In other words, if Al Qaeda in Iraq, the intelligence asset, is (indirectly) controlled by the Pentagon and/or the CIA, it cannot reasonably constitute a real resistance movement directed against the US military occupation.

An intelligence asset, in the case of Iraq is an instrument of the occupying forces.

Is "Al Qaeda in Iraq" part of the resistance movement against the US led occupation or is being used by the US military to weaken the real resistance movement, while creating divisions within Iraqi society?

The Suicide Bombings

What is the role of the Zarqawi sponsored suicide attacks?

They serve to present the resistance movement as terrorists. They undermine public support within Iraq for the resistance movement against US occupation. The latter, composed of several different groups, is characterized by a guerilla army involved in targeted operations directed against the US military.

The media reports, which center on the role of Al Zarqawi and bin Laden, serve to distort the nature of the resistance movement, presenting the insurgents as attacking civilians:

AL-QA'IDA had proved itself to be "a ruthless, sectarian gang" by declaring war on Iraq's Shias, the Lebanese daily said in response to Abu Musab al- Zarqawi's recent call, which "illustrates that al-Qa'ida has lost any and every possible claim it may have had to moral, noble or rational objectives". ( the Star, Beirut, 17 September 2005)

Al-Qa'ida's leader in Iraq, Abu Musab al- Zarqawi, claimed responsibility for the latest wave of violence and declared all-out war on the Shi'ites.

Calling for international assistance, Iraqi President Jalal Talabani said his country was "not hesitant to openly and frankly say we are in desperate need of ... your support for our efforts to fight terrorism" ( The Australian, 17 Sept 2005)

In Iraq, four suicide bombers again struck in Baghdad, killing 31 and bringing the two-day death toll to 200, as al Qaeda in Iraq leader Abu Musab al- Zarqawi sought to inflame the ethnic and religious divisions between Sunni and Shiite Arabs. However, the US military is confident its recent operations targeting Al Qaeda in Iraq have been successful despite the recent violence.

The CBS Evening News (9/15, story 6, 2:00, Martin) reported it was "gruesome evidence of Abu Musab Al- Zarqawi's declaration of all-out war against the Shiites who control the government of Iraq. Zarqawi's Website claims the carnage in Baghdad is revenge for an assault by US and Iraqi troops on the town of Tal Afar near the Syrian border, a hub for insurgent operations in northern Iraq, where the US military says it has scored dramatic successes." (Frontrunner, 16 September 2005)

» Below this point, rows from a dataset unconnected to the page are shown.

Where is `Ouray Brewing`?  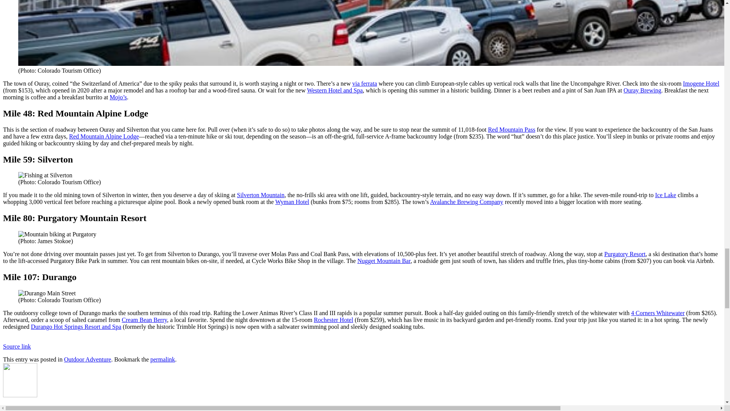 Ouray Brewing is located at coordinates (642, 90).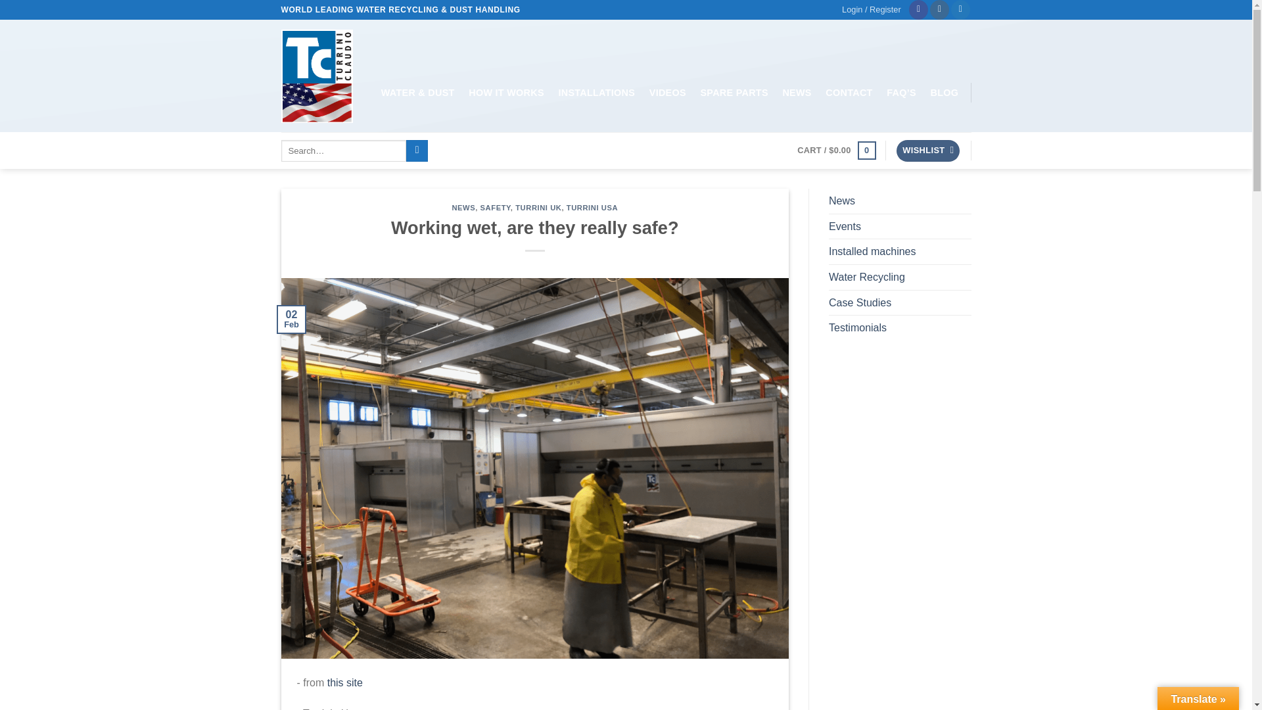 This screenshot has width=1262, height=710. What do you see at coordinates (849, 92) in the screenshot?
I see `CONTACT` at bounding box center [849, 92].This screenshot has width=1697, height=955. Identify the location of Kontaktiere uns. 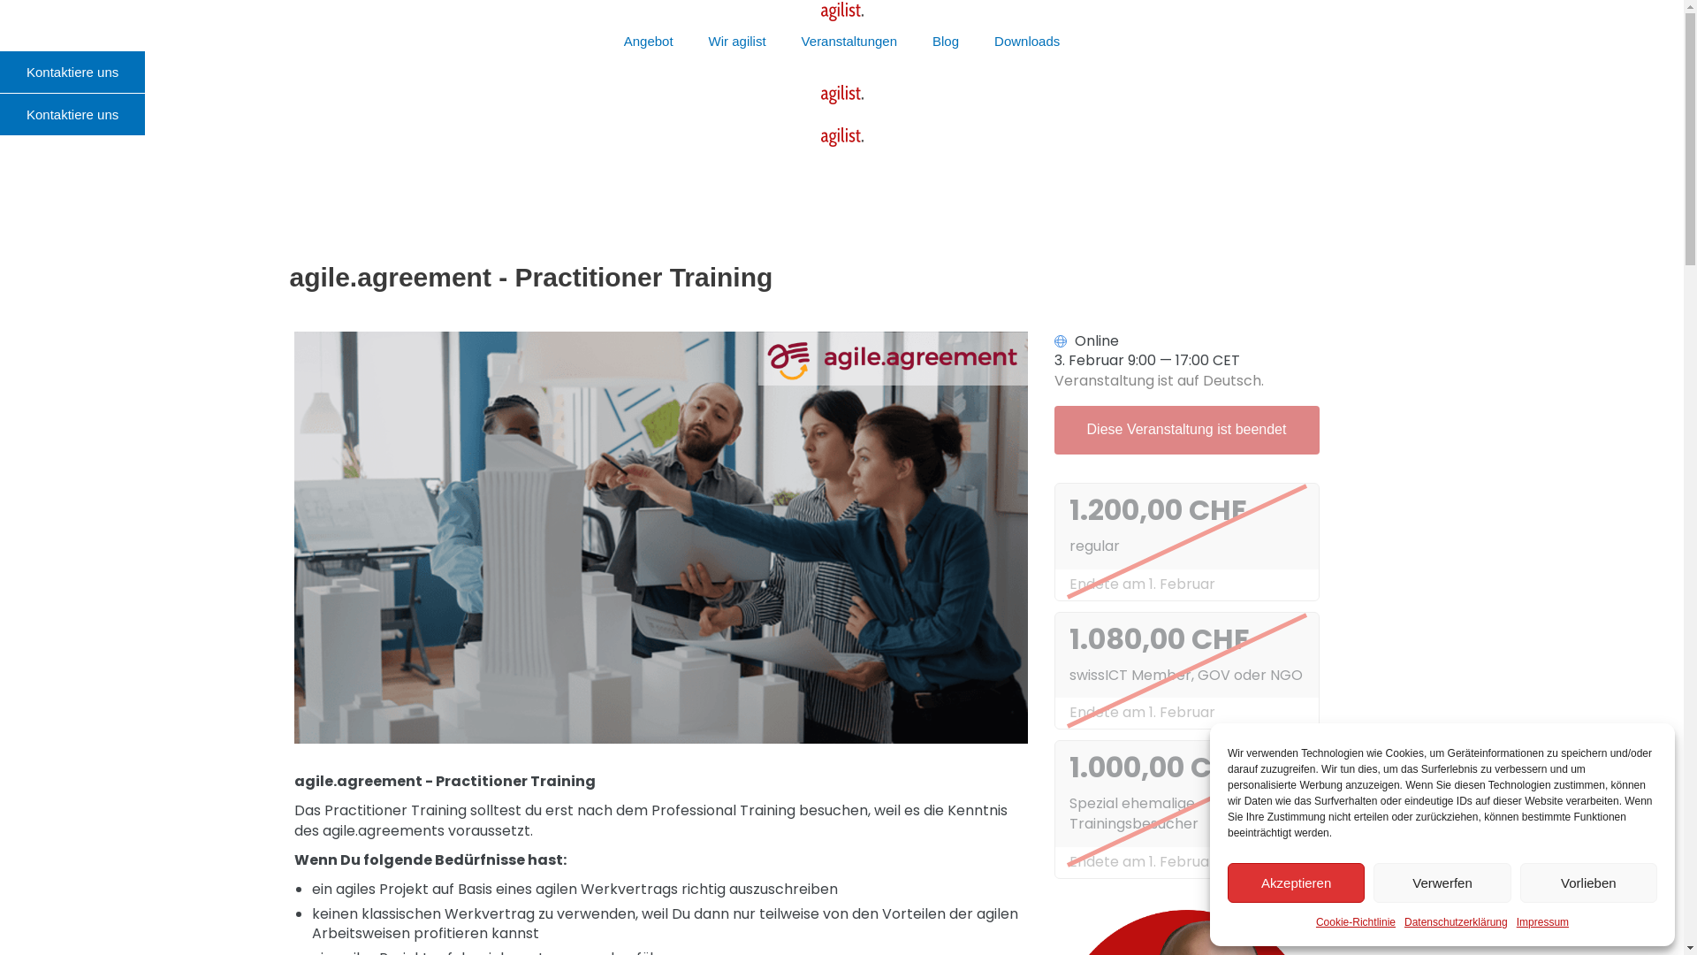
(72, 72).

The attacks came as Iraqi leaders claimed to have finalised a constitution, and as the Iraqi branch of al-Qaeda swore to avenge a recent US-Iraqi offensive on the north-eastern town of Tal Afar. The one-day death toll was possibly the highest in the capital since March 2003, and one of the attacks - a suicide car bomb in the predominantly Shia north Baghdad neighborhood of Kadhemiya that killed 117 people - was the second deadliest single blast.... Witnesses said that no US or Iraqi military or police targets were in the vicinity, suggesting that the attacker had aimed to cause as much civilian carnage as possible. (Financial Times, 15 September 2005)

Concluding Remarks

Has the US created, as part of a covert intelligence operation, a bogus "resistance movement" made up of its own Al Qaeda sponsored "terrorists"? Their suicide attacks target Iraqi civilians rather than the US military.

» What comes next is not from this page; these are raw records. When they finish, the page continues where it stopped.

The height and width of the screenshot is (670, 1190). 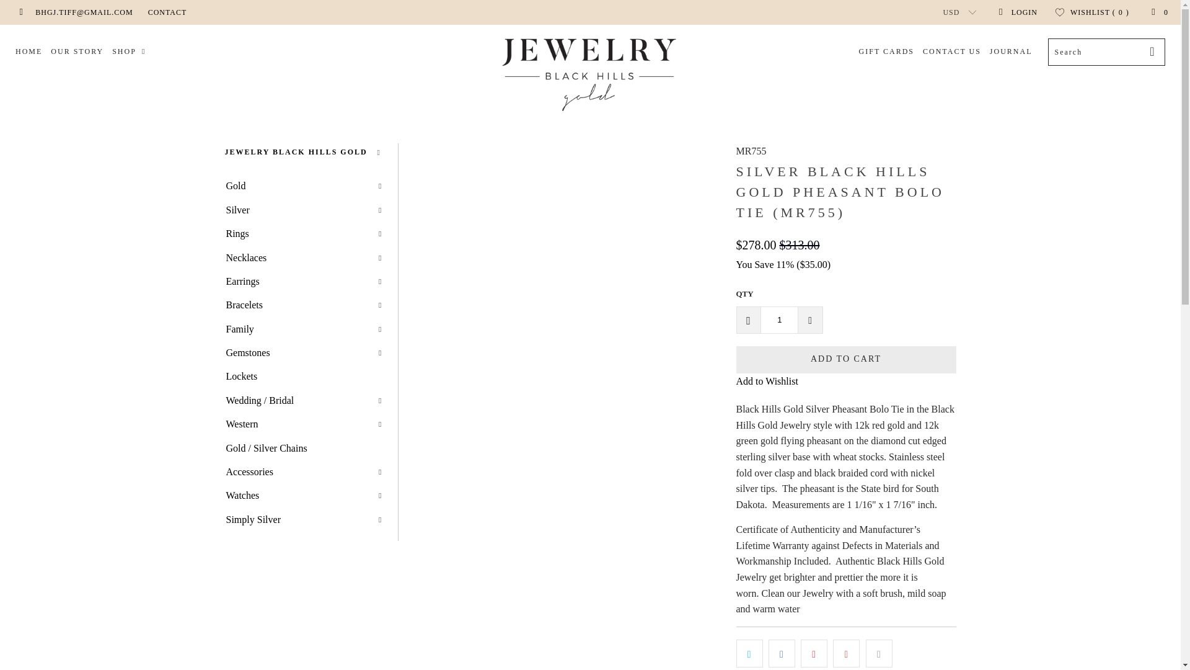 What do you see at coordinates (1018, 12) in the screenshot?
I see `My Account ` at bounding box center [1018, 12].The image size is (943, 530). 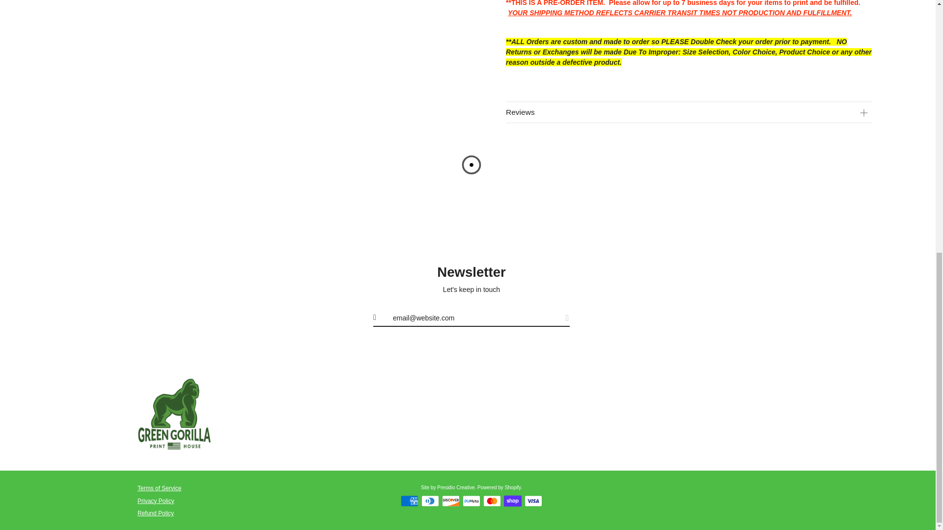 What do you see at coordinates (155, 514) in the screenshot?
I see `Refund Policy` at bounding box center [155, 514].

The suicide bombings tend to encourage sectarian divisions not only within Iraq, but throughout the entire Middle East. They serve Washington's interests. They contribute to undermining the development of a broader resistance movement uniting Shia, Sunni, Kurds and Christians against the illegal occupation of the Iraqi homeland. They also tend to create, at the international level, divisions within the antiwar and peace movements.

Moreover, the disinformation campaign also permeates the Iraqi and Middle East press. The latter tend to take the alleged Al Zarqawi's statements published on the internet at face value. The Zarqawi threat to the Shia is seen as genuine. The links between Al Qaeda in Iraq and US intelligence is rarely mentioned.